While posting about great jazz gigs, I remembered one superb performance I’d forgotten to record. On 27 November 2009, I heard a gypsy-style jazz group play at Brisbane Jazz Club. The Club has a million-dollar location at Kangaroo Point on the Brisbane River, looking back towards the city. Watching performers against a large window showing a darkening city skyscape across the water was just magical. I hope that the club can recover from the recent floods and return to their home.
The audience that night was about 50, including tables of people speaking Japanese and Russian. The band was advertised as Cam Ford’s Gypsy Swingers, but I’m not sure everyone was there. The line-up included Ian Date, leader, on acoustic guitar and trumpet, his brother Nigel Date on acoustic guitar, Daniel Weltlinger on violin, and two players whose names I failed to catch – an acoustic guitarist and an electric bass player. Later in the evening, the five were joined by another acoustic guitarist and a clarinet player (Dan?). The music included some flamenco (to be expected with all those guitars) and was mostly 1920s Hot Club de France-style arrangements. Most pieces had a fast, 4/4 tradjazz beat, with the bass playing a walking bass part. This is a style of jazz I am not fond of, since much of it sounds the same, but the players showed real skill. The violin or the lead guitar usually played a solo over the top, or sometimes, the two – violin and lead guitar – played a call-and-response duet. These tunes were all done with energy, enthusiasm and skill.
With the full line-up of seven, the group played an absolutely superb arrangement of Caravan, a song I have blogged about before. The arrangement began with the violin playing the melody over guitar rhythms and an ostinato bass. This first run through was then followed by several choruses where the melody was played in unison first by the violin and one guitar, and then with a second guitar playing a 2nd or a 3rd higher than the unison part. The effect of this was something like an Hawaiiwan guitar, and created a sound that was iridescent, shimmering like the flickering lights on the river in the window behind the musicians.
To me, the stand-out performer on the night was the violinist, Daniel Weltlinger, whom nothing seemed to faze. At one point, when the two additional players joined, he was shouting chord changes to the clarinetist while improvising his own solo at the same time.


Requirement »
Go through the data and copy each line that holds "exchange".
Input Block Start
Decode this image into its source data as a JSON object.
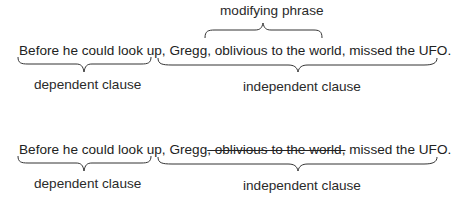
{
  "diagram": {
    "example1": {
      "label_top": "modifying phrase",
      "sentence": {
        "part1": "Before he could look up,",
        "part2": "Gregg, oblivious to the world, missed the UFO."
      },
      "label_left": "dependent clause",
      "label_right": "independent clause"
    },
    "example2": {
      "sentence": {
        "part1": "Before he could look up,",
        "part2a": "Gregg",
        "part2_struck": ", oblivious to the world,",
        "part2b": "missed the UFO."
      },
      "label_left": "dependent clause",
      "label_right": "independent clause"
    },
    "colors": {
      "text": "#222222",
      "brace": "#333333",
      "background": "#ffffff"
    }
  }
}
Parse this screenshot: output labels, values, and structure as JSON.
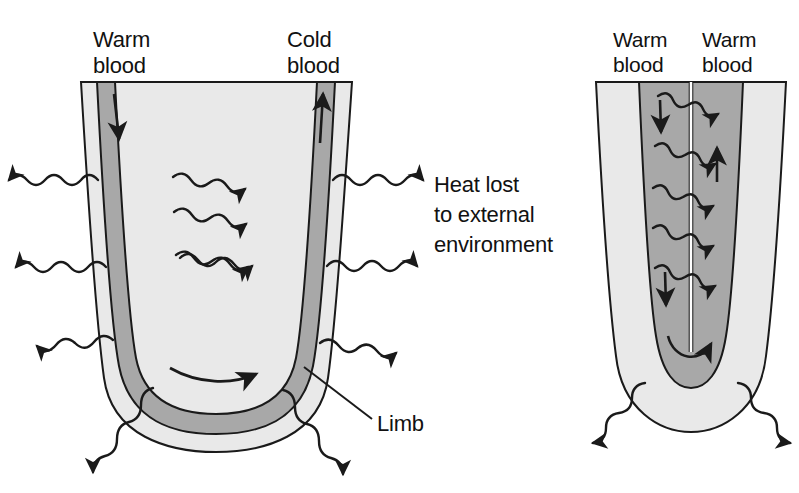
{
  "figure": {
    "type": "biological-diagram",
    "background_color": "#ffffff",
    "stroke_color": "#1a1a1a",
    "tissue_color": "#e9e9e9",
    "vessel_color": "#a8a8a8"
  },
  "left_panel": {
    "name": "limb-without-countercurrent-exchange",
    "labels": {
      "warm_blood": "Warm\nblood",
      "cold_blood": "Cold\nblood",
      "heat_lost": "Heat lost\nto external\nenvironment",
      "limb": "Limb"
    },
    "flow_arrows": [
      {
        "name": "descending-artery-arrow",
        "direction": "down"
      },
      {
        "name": "ascending-vein-arrow",
        "direction": "up"
      },
      {
        "name": "loop-bottom-arrow",
        "direction": "right"
      }
    ],
    "heat_arrow_counts": {
      "outward_left": 3,
      "outward_right": 3,
      "internal": 3,
      "bottom": 2
    }
  },
  "right_panel": {
    "name": "limb-with-countercurrent-exchange",
    "labels": {
      "warm_blood_artery": "Warm\nblood",
      "warm_blood_vein": "Warm\nblood"
    },
    "flow_arrows": [
      {
        "name": "descending-artery-arrow",
        "direction": "down"
      },
      {
        "name": "ascending-vein-arrow",
        "direction": "up"
      },
      {
        "name": "loop-bottom-arrow",
        "direction": "right"
      }
    ],
    "heat_arrow_counts": {
      "internal_transfer": 5,
      "bottom_outward": 2
    }
  }
}
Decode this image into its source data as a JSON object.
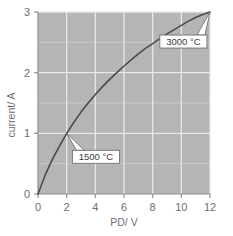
{
  "chart_data": {
    "type": "line",
    "title": "",
    "subtitle": "",
    "xlabel": "PD/ V",
    "ylabel": "current/ A",
    "xlim": [
      0,
      12
    ],
    "ylim": [
      0,
      3
    ],
    "xticks": [
      "0",
      "2",
      "4",
      "6",
      "8",
      "10",
      "12"
    ],
    "xtick_values": [
      0,
      2,
      4,
      6,
      8,
      10,
      12
    ],
    "yticks": [
      "0",
      "1",
      "2",
      "3"
    ],
    "ytick_values": [
      0,
      1,
      2,
      3
    ],
    "y_minor_gridlines": [
      0.5,
      1.5,
      2.5
    ],
    "grid": true,
    "grid_color": "#e8e8e8",
    "plot_background": "#b5b5b5",
    "axis_color": "#8f8f8f",
    "legend": "none",
    "series": [
      {
        "name": "filament lamp I-V characteristic",
        "color": "#4a4a4a",
        "x": [
          0,
          0.5,
          1,
          1.5,
          2,
          2.5,
          3,
          3.5,
          4,
          4.5,
          5,
          5.5,
          6,
          6.5,
          7,
          7.5,
          8,
          8.5,
          9,
          9.5,
          10,
          10.5,
          11,
          11.5,
          12
        ],
        "y": [
          0,
          0.31,
          0.57,
          0.79,
          1.0,
          1.18,
          1.35,
          1.5,
          1.64,
          1.77,
          1.89,
          2.0,
          2.11,
          2.21,
          2.31,
          2.4,
          2.48,
          2.56,
          2.64,
          2.71,
          2.78,
          2.85,
          2.91,
          2.96,
          3.0
        ]
      }
    ],
    "annotations": [
      {
        "id": "anno-1500",
        "label": "1500 °C",
        "point_x": 2,
        "point_y": 1,
        "box_x": 2.4,
        "box_y": 0.72
      },
      {
        "id": "anno-3000",
        "label": "3000 °C",
        "point_x": 12,
        "point_y": 3,
        "box_x": 8.5,
        "box_y": 2.62
      }
    ]
  }
}
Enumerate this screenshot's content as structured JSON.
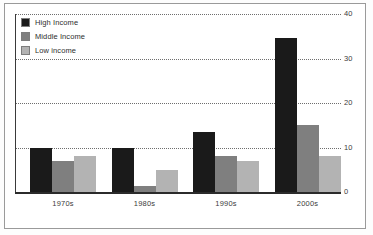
{
  "chart_data": {
    "type": "bar",
    "title": "",
    "xlabel": "",
    "ylabel": "",
    "categories": [
      "1970s",
      "1980s",
      "1990s",
      "2000s"
    ],
    "series": [
      {
        "name": "High Income",
        "color": "#1a1a1a",
        "values": [
          10,
          10,
          13.5,
          34.5
        ]
      },
      {
        "name": "Middle Income",
        "color": "#7f7f7f",
        "values": [
          7,
          1.3,
          8,
          15
        ]
      },
      {
        "name": "Low income",
        "color": "#b3b3b3",
        "values": [
          8,
          5,
          7,
          8
        ]
      }
    ],
    "ylim": [
      0,
      40
    ],
    "yticks": [
      0,
      10,
      20,
      30,
      40
    ],
    "ytick_labels": [
      "0",
      "10",
      "20",
      "30",
      "40"
    ],
    "y_axis_position": "right",
    "grid": true,
    "grid_style": "dotted",
    "legend_position": "top-left"
  },
  "legend": {
    "items": [
      {
        "label": "High Income",
        "color": "#1a1a1a"
      },
      {
        "label": "Middle Income",
        "color": "#7f7f7f"
      },
      {
        "label": "Low income",
        "color": "#b3b3b3"
      }
    ]
  },
  "colors": {
    "high_income": "#1a1a1a",
    "middle_income": "#7f7f7f",
    "low_income": "#b3b3b3",
    "axis": "#2b2b2b",
    "grid": "#6e6e6e",
    "frame": "#9a9a9a",
    "background": "#ffffff"
  }
}
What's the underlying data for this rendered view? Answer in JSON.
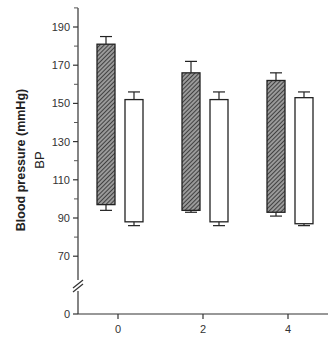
{
  "chart_data": {
    "type": "bar",
    "title": "",
    "xlabel": "",
    "ylabel": "Blood pressure (mmHg)",
    "ylabel_secondary": "BP",
    "categories": [
      "0",
      "2",
      "4"
    ],
    "ylim": [
      0,
      200
    ],
    "y_break": [
      0,
      70
    ],
    "yticks": [
      0,
      70,
      90,
      110,
      130,
      150,
      170,
      190
    ],
    "grid": false,
    "legend": null,
    "bar_style": "floating (range) bars with error bars at both ends",
    "series": [
      {
        "name": "hatched",
        "fill": "hatched",
        "top": [
          181,
          166,
          162
        ],
        "top_error": [
          185,
          172,
          166
        ],
        "bottom": [
          97,
          94,
          93
        ],
        "bottom_error": [
          94,
          93,
          91
        ]
      },
      {
        "name": "open",
        "fill": "white",
        "top": [
          152,
          152,
          153
        ],
        "top_error": [
          156,
          156,
          156
        ],
        "bottom": [
          88,
          88,
          87
        ],
        "bottom_error": [
          86,
          86,
          86
        ]
      }
    ]
  },
  "labels": {
    "ylabel": "Blood pressure (mmHg)",
    "ylabel_secondary": "BP",
    "yticks": [
      "190",
      "170",
      "150",
      "130",
      "110",
      "90",
      "70",
      "0"
    ],
    "xticks": [
      "0",
      "2",
      "4"
    ]
  }
}
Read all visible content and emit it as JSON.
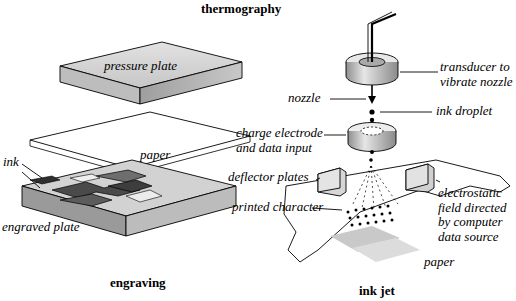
{
  "figure": {
    "title_top": "thermography",
    "caption_left": "engraving",
    "caption_right": "ink jet"
  },
  "engraving": {
    "pressure_plate": "pressure plate",
    "paper": "paper",
    "ink": "ink",
    "engraved_plate": "engraved plate"
  },
  "inkjet": {
    "transducer": "transducer to vibrate nozzle",
    "nozzle": "nozzle",
    "ink_droplet": "ink droplet",
    "charge_electrode": "charge electrode and data input",
    "deflector_plates": "deflector plates",
    "printed_character": "printed character",
    "electrostatic_field": "electrostatic field directed by computer data source",
    "paper": "paper"
  },
  "colors": {
    "outline": "#000000",
    "plate_top": "#d9d9d9",
    "plate_side": "#b5b5b5",
    "plate_front": "#c9c9c9",
    "ink_dark": "#3a3a3a",
    "ink_mid": "#6b6b6b",
    "paper_white": "#ffffff",
    "shadow_gray": "#c4c4c4",
    "nozzle_gray": "#bfbfbf",
    "nozzle_dark": "#8a8a8a"
  }
}
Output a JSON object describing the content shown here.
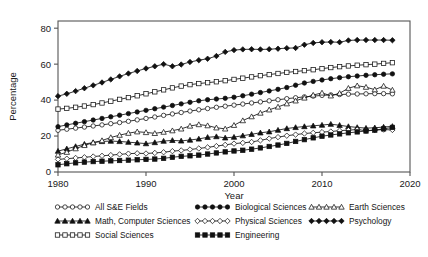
Input Block End
Exercise result »
    "name": "limb-without-countercurrent-exchange",
    "name": "limb-with-countercurrent-exchange",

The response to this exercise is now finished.